Book Synopsis Virginia Woolf and the Languages of Patriarchy by : Jane Marcus
Download or read book Virginia Woolf and the Languages of Patriarchy written by Jane Marcus and published by . This book was released on 1987 with total page 244 pages. Available in PDF, EPUB and Kindle. Book excerpt:
Download or read book Mrs. Dalloway written by Virginia Woolf and published by Good Press. This book was released on 2023-12-28 with total page 196 pages. Available in PDF, EPUB and Kindle. Book excerpt: Mrs Dalloway, Virginia Woolf's fourth novel, offers the reader an impression of a single June day in London in 1923. Clarissa Dalloway, the wife of a Conservative member of parliament, is preparing to give an evening party, while the shell-shocked Septimus Warren Smith hears the birds in Regent's Park chattering in Greek. There seems to be nothing, except perhaps London, to link Clarissa and Septimus. She is middle-aged and prosperous, with a sheltered happy life behind her; Smith is young, poor, and driven to hatred of himself and the whole human race. Yet both share a terror of existence, and sense the pull of death. The world of Mrs Dalloway is evoked in Woolf's famous stream of consciousness style, in a lyrical and haunting language which has made this, from its publication in 1925, one of her most popular novels.

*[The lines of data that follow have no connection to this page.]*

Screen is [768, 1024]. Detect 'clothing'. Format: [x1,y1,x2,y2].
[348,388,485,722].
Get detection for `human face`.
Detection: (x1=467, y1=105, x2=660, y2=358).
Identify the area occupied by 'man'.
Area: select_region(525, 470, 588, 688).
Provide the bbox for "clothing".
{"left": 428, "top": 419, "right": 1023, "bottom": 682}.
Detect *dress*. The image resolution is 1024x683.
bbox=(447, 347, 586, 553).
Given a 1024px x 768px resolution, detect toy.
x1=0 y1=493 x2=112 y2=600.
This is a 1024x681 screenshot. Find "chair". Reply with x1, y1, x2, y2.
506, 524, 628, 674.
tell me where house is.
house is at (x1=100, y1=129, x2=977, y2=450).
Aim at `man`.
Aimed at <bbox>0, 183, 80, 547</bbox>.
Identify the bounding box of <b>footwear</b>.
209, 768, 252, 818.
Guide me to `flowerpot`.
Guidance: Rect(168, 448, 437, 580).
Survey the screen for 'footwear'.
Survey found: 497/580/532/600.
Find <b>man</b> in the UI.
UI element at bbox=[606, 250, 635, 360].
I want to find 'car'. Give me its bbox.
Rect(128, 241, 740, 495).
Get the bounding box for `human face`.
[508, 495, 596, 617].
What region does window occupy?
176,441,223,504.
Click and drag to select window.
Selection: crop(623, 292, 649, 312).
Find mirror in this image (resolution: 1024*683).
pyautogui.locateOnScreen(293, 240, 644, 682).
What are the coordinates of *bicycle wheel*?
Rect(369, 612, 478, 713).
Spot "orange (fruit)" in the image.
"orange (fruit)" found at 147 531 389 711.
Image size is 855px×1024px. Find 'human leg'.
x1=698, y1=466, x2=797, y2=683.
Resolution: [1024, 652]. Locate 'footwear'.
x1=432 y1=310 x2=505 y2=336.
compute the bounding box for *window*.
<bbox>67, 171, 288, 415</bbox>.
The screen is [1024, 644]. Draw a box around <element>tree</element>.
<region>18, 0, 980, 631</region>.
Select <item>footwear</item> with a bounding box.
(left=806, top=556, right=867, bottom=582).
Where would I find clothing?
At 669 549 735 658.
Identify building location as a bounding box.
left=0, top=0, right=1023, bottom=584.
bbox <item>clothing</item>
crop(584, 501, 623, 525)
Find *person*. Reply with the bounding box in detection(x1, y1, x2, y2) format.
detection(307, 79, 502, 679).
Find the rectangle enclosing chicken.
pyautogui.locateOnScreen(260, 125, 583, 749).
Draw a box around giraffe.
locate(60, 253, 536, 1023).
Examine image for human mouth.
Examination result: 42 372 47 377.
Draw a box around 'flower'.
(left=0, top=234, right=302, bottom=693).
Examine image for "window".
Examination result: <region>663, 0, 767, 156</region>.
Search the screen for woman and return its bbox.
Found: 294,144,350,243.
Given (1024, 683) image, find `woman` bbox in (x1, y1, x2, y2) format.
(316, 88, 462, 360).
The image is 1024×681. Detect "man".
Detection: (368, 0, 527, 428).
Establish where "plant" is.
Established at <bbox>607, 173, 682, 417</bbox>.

Book Synopsis Virginia Woolf by : William R. Handley
Download or read book Virginia Woolf written by William R. Handley and published by . This book was released on 1988 with total page 80 pages. Available in PDF, EPUB and Kindle. Book excerpt:
Book Synopsis The Oxford Handbook of Virginia Woolf by : Anne E. Fernald
Download or read book The Oxford Handbook of Virginia Woolf written by Anne E. Fernald and published by Oxford University Press. This book was released on 2021-08-12 with total page 672 pages. Available in PDF, EPUB and Kindle. Book excerpt: With thirty-nine original chapters from internationally prominent scholars, The Oxford Handbook of Virginia Woolf is designed for scholars and graduate students. Feminist to the core, each chapter examines an aspect of Woolf's achievement and legacy. Each contribution offers an overview that is at once fresh and thoroughly grounded in prior scholarship. Six sections focus on Woolf's life, her texts, her experiments, her life as a professional, her contexts, and her afterlife. Opening chapters on Woolf's life address the powerful influences of family, friends, and home. The section on her works moves chronologically, emphasizing Woolf's practice of writing essays and reviews alongside her fiction. Chapters on Woolf's experimentalism pay special attention to the literariness of Woolf's writing, with opportunity to trace its distinctive watermark while 'Professions of Writing', invites readers to consider how Woolf worked in cultural fields including and extending beyond the Hogarth Press and the TLS. The 'Contexts' section moves beyond writing to depict her engagement with the natural world as well as the political, artistic, and popular culture of her time. The final section on afterlives demonstrates the many ways Woolf's reputation continues to grow, across the globe, and across media, in ideas and in artistic expression. Of particular note, chapters explore three distinct Woolfian traditions in fiction: the novel of manners, magical realism, and the feminist novel.